Since I first became involved in dog rescue seven or eight years ago, I have seen some tragically mistreated dogs.  Nearly starved hounds.  Puppies with abuse-suspicious injuries.  Old dogs who’ve lived most of their lives without veterinary care.

But of them all, I would have to say among the most heart-wrending are the Pitt Bulls who have been used as bait for dog fighting.  I know of one situation where a dog had been dropped on a side road when he was no longer usable as bait, only to be found curled up in someone’s garage just waiting to die from his horrific injuries.

In this case, he received care and treatment in time to save his life, but many of these dogs never get help because they die without anyone knowing what has happened to them.

By nature, the dogs who are often used as bait are the more meek and submissive dogs, dogs who would choose to roll over and give in to another dog’s superiority instead of fighting.

Tucker - my rescue Pittie-cross.

It’s hard for me to fathom what a person is made of when they consider it entertainment to stand by and watch while a stronger, more able dog tears a meek one to pieces.  That’s a part of humanity I wish I didn’t have to acknowledge exists.

But it does.

Hard as that is to accept, I have to believe that for every horrible action carried out by one person, there is another whose compassion can change a life.  I recently read that for one rescued Pitt Bull puppy named Rufus who had been used as bait, actress Katherine Heigl, known for her work with rescue dogs, did exactly that.  When it was determined that the puppy‘s injuries were so extensive that he would have to wear a body cast for an extended length of time, she took him home with her.

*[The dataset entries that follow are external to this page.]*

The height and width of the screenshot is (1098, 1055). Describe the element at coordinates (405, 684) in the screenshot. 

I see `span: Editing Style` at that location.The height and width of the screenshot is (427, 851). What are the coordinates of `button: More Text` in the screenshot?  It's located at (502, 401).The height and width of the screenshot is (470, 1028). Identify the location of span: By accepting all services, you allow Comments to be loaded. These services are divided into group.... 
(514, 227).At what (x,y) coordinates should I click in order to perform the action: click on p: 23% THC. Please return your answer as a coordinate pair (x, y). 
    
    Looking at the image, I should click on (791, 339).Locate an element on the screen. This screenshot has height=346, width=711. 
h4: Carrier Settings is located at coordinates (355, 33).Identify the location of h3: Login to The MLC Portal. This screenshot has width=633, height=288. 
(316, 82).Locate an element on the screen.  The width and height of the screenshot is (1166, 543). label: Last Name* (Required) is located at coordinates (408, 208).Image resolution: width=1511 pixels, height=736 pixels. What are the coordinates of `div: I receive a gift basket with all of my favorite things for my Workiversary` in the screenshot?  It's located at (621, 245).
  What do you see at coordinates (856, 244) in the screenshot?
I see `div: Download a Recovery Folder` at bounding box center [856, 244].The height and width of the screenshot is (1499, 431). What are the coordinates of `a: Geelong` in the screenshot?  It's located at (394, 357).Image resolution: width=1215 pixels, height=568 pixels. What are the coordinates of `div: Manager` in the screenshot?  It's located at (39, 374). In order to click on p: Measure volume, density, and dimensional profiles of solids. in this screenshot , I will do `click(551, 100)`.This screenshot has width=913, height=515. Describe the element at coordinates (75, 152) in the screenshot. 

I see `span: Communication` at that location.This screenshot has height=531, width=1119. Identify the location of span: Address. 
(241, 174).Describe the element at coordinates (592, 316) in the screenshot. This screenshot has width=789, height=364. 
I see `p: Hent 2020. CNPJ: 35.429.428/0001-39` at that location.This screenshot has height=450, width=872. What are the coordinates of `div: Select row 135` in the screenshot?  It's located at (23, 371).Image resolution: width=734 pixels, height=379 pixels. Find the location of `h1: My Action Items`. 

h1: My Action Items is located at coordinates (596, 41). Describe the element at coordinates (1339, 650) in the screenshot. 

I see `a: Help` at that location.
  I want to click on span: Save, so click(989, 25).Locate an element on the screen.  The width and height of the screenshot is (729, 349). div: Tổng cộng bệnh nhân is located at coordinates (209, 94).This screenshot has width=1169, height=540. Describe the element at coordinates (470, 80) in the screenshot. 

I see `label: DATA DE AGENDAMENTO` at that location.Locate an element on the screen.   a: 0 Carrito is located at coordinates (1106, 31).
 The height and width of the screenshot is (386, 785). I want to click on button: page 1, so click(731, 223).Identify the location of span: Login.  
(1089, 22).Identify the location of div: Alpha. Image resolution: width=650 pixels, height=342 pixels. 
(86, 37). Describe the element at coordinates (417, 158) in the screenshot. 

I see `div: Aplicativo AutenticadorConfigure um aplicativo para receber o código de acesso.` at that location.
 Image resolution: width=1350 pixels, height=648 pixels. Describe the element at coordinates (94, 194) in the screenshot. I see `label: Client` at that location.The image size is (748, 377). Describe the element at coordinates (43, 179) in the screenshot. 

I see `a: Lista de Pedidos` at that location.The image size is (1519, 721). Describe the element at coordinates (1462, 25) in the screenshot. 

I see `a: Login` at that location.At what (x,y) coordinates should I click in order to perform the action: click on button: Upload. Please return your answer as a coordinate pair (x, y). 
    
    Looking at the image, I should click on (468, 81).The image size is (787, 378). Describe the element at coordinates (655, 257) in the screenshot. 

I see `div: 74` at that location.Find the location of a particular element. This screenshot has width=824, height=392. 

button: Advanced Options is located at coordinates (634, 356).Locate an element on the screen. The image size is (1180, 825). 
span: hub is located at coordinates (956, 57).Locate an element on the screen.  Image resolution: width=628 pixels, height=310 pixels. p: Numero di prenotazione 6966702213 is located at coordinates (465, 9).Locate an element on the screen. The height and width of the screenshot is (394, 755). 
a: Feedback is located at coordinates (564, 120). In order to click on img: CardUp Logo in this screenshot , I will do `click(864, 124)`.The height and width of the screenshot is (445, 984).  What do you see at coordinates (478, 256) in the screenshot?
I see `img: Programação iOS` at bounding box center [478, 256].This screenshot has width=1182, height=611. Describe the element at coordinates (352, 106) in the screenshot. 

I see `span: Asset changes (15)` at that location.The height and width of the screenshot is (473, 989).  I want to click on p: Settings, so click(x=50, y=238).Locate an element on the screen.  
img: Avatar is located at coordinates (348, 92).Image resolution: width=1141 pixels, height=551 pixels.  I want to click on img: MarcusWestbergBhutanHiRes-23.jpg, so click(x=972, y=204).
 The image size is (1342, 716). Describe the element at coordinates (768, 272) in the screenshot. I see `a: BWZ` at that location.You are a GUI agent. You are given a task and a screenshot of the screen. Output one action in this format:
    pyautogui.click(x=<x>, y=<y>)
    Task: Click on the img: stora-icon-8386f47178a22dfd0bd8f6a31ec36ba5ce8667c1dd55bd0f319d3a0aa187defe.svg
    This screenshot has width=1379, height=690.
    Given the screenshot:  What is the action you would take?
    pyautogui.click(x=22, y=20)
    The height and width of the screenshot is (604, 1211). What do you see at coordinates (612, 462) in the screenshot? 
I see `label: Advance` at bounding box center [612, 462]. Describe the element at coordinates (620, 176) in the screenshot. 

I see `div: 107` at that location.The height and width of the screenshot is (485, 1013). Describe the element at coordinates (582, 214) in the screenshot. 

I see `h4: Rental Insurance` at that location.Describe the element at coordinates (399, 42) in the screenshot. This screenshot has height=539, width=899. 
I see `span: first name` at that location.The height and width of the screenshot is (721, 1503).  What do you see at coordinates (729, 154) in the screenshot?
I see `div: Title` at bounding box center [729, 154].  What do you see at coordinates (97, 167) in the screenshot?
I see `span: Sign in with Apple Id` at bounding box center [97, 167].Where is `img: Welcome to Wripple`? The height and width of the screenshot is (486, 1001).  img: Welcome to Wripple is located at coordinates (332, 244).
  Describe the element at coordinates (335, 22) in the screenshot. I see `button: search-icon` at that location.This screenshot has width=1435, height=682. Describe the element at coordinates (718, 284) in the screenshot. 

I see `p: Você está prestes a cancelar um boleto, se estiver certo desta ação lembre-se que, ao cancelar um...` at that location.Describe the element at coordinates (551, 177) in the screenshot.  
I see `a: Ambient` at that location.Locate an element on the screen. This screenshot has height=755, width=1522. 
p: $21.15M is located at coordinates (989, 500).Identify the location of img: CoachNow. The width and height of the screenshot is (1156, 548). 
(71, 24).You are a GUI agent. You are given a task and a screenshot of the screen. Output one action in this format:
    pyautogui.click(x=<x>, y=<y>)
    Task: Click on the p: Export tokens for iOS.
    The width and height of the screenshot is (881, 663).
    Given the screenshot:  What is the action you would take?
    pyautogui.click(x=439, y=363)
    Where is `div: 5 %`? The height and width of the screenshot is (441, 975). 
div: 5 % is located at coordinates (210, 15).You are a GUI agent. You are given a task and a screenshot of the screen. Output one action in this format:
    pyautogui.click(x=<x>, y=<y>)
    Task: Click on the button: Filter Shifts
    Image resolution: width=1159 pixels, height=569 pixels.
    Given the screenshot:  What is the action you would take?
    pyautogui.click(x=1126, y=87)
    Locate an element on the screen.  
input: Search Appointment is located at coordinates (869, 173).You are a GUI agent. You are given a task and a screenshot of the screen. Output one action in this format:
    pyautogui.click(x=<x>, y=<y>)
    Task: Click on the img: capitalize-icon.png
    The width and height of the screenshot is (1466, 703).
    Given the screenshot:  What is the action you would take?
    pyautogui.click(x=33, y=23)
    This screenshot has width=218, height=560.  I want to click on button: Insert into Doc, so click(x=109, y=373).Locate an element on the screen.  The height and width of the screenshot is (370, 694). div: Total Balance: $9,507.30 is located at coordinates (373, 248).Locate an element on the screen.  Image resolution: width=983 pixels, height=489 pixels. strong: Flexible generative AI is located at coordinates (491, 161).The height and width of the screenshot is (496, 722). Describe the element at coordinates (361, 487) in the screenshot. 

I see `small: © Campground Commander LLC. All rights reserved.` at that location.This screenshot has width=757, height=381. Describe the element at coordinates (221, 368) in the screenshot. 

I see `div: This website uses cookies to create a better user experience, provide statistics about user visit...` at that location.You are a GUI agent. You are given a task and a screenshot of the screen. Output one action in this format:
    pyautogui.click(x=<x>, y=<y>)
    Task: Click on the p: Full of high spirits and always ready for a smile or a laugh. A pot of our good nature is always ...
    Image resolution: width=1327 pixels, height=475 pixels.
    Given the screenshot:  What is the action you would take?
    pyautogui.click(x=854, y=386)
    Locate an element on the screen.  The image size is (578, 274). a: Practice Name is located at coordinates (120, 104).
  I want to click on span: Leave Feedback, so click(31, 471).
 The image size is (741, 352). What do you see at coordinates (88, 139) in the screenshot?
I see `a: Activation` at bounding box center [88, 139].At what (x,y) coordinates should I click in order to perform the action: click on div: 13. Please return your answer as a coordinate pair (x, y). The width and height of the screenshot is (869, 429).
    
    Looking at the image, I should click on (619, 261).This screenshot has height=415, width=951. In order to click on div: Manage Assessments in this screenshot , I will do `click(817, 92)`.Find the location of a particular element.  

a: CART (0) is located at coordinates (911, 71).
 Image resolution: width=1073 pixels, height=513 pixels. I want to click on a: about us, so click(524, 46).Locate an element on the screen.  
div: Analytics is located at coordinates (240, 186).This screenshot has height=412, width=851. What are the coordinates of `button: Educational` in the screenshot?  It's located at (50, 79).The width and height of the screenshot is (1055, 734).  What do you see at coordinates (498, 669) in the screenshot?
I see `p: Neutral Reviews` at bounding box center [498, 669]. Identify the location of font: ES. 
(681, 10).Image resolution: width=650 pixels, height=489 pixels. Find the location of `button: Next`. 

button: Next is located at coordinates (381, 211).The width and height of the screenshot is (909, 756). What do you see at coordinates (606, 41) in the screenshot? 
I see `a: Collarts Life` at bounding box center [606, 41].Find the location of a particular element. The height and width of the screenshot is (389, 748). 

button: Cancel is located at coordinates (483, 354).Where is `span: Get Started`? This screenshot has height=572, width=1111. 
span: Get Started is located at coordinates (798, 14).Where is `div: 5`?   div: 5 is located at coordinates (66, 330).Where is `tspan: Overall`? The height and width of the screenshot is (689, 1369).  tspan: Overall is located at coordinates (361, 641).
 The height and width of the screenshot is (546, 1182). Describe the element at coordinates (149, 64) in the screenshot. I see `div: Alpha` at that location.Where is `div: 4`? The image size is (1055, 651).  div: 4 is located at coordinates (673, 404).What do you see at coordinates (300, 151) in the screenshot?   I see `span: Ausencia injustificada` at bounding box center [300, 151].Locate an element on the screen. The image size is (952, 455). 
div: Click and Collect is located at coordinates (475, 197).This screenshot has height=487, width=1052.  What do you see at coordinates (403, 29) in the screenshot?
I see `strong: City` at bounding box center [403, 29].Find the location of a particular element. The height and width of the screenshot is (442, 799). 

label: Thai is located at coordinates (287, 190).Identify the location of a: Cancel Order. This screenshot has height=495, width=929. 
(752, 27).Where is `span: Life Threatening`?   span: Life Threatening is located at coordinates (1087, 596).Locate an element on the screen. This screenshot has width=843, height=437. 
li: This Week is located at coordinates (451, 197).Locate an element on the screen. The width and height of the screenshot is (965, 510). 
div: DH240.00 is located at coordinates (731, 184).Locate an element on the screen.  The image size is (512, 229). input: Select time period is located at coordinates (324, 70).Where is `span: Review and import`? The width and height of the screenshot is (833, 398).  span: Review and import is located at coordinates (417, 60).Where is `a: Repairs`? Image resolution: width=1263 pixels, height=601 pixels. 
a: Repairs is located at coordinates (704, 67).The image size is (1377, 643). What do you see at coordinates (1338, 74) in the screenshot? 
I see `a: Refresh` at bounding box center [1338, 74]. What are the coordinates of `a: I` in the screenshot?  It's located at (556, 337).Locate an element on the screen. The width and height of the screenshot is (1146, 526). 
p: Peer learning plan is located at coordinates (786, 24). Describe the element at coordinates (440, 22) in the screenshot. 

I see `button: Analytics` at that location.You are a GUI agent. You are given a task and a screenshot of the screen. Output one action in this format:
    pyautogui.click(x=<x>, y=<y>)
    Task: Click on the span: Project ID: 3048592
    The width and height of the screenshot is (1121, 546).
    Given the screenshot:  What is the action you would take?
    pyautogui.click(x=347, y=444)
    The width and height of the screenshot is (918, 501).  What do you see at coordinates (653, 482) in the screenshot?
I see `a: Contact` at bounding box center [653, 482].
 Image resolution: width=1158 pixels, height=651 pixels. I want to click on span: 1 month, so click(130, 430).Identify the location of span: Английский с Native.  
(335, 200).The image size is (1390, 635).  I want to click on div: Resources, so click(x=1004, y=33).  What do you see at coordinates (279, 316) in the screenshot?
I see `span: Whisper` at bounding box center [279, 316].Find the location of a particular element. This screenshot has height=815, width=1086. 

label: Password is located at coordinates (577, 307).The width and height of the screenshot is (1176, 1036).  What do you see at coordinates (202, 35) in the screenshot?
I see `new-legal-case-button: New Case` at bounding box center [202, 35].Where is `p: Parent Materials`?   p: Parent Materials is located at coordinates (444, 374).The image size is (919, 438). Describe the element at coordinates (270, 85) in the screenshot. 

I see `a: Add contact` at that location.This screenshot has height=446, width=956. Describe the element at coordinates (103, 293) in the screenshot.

I don’t know why we live in a world with such completely opposing examples of human nature, a world where it is possible for one person to heartlessly throw an innocent puppy into a fighting ring and another to selflessly step forward to save it and nurse it back to health.

But we do.

I’m thankful that people like Katherine Heigl and all the other rescue groups and volunteers who stand up for these dogs every day continue to fight the good fight, to throw light on the wrong, to insist that right win out.  Because it just has to.